A guy with whom I had no actual acquaintance in junior high (and even less in high school), never sharing so much as a single one-on-one conversation but perhaps shared a handful of sarcastic group conversations, mostly arguing the (non-)merits of U2 (with whom I was abnormally preoccupied as an adolescent, steeped in the mania of the freshly released Joshua Tree album), popped up in my Facebook messages.

Back in junior high, my then-best friend and I were certifiably obsessed, and preached full-on religious zealotry like televangelists Jim and Tammy Faye Bakker at their zenith: Deliver U2 to the ignorant heathens: “THROW YOUR MONEY AT THESE IRISH LADS!” (I find these ‘lads’ in their past-middle-age incarnation to be rather sanctimonious, just as they were then – but a 12-year-old girl can’t see shit through the rose-colored glasses and distant, mystical music that plays silently when you mentally mythologize the Irish in any context.) That’s not to say that I don’t find The Joshua Tree to be an end-to-end marvel of aural achievement – only that my interest in U2 as a group dissipated along with most of the persistent drilling of teenage madness. Never again have I been as fervent a defender or ardent fan of anything, despite my wide-ranging passion for music. Perhaps after the U2 period, I moved fluidly into a ‘Madchester’ and shoegaze phase, but the musical palette continued to expand (and continues to this day), so U2 is a kind of speck on the horizon, even if they were the spark toward painting that multi-hued horizon. (And are, apparently, atop the list of anodyne sounds programmers report listening to while they work.)

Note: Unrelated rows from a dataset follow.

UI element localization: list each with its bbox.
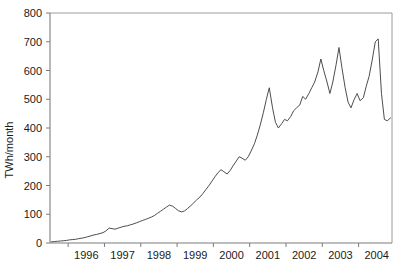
x-axis-tick-label: 2000	[219, 249, 243, 261]
y-axis-tick-label: 800	[24, 7, 42, 19]
y-axis-title: TWh/month	[3, 122, 15, 179]
y-axis-tick-label: 500	[24, 93, 42, 105]
chart-background	[0, 0, 407, 265]
x-axis-tick-label: 2004	[365, 249, 389, 261]
y-axis-tick-label: 0	[36, 237, 42, 249]
y-axis-tick-label: 200	[24, 180, 42, 192]
y-axis-tick-label: 400	[24, 122, 42, 134]
x-axis-tick-label: 2002	[292, 249, 316, 261]
x-axis-tick-label: 1999	[183, 249, 207, 261]
x-axis-tick-label: 2003	[328, 249, 352, 261]
y-axis-tick-label: 700	[24, 36, 42, 48]
x-axis-tick-label: 2001	[256, 249, 280, 261]
y-axis-tick-label: 100	[24, 208, 42, 220]
x-axis-tick-label: 1997	[110, 249, 134, 261]
y-axis-tick-label: 300	[24, 151, 42, 163]
chart-figure: 0100200300400500600700800 19961997199819…	[0, 0, 407, 265]
y-axis-tick-label: 600	[24, 65, 42, 77]
line-chart: 0100200300400500600700800 19961997199819…	[0, 0, 407, 265]
x-axis-tick-label: 1996	[74, 249, 98, 261]
x-axis-tick-label: 1998	[147, 249, 171, 261]
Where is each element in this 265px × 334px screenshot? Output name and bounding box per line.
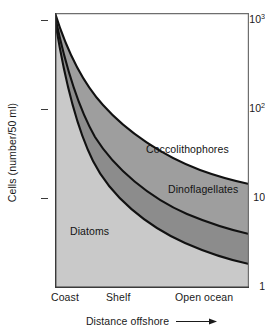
x-axis-title-row: Distance offshore: [55, 312, 249, 330]
rightward-arrow-icon: [176, 317, 218, 326]
y-tick-mark-10: [41, 198, 48, 199]
stacked-area-plot: [55, 13, 249, 288]
y-tick-label-10-text: 10: [253, 191, 265, 203]
plot-area: Coccolithophores Dinoflagellates Diatoms: [55, 13, 249, 288]
x-axis-title: Distance offshore: [86, 315, 169, 327]
x-tick-label-open-ocean: Open ocean: [175, 291, 233, 303]
x-tick-label-shelf: Shelf: [106, 291, 130, 303]
x-tick-label-coast: Coast: [51, 291, 79, 303]
y-tick-mark-100: [41, 109, 48, 110]
y-axis-title: Cells (number/50 ml): [4, 15, 20, 290]
y-tick-label-1-text: 1: [259, 280, 265, 292]
phytoplankton-distribution-figure: Cells (number/50 ml) 103 102 10 1: [0, 0, 265, 334]
y-tick-label-100-text: 102: [249, 102, 265, 114]
y-tick-label-1000-text: 103: [249, 13, 265, 25]
y-tick-mark-1000: [41, 20, 48, 21]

But the point, though, was that this barely-an-acquaintance guy, who seems as an adult to be a genuine, cool and lovely person, but who had seemed in our youth, however vaguely I ‘knew’ him, like a too-cool, textbook-definition total dick (but this may well have been surface-level bravado; how many times have I written about the surface versus what’s underneath? We were all assholes at times, me included.), wrote to wish me a happy birthday and added: “U2 is still touring and playing the Joshua tree album, I was wrong in 8th grade and you were so right.”

In some weird way, I was touched, and this (here I am laughing) ‘vindication’ of my aggressive passion (he and his friends slagged off U2 at the time, but I don’t know if that was just to be contrary the way teenage boys are when they don’t have any idea how to actually communicate) was like its own happy little birthday present.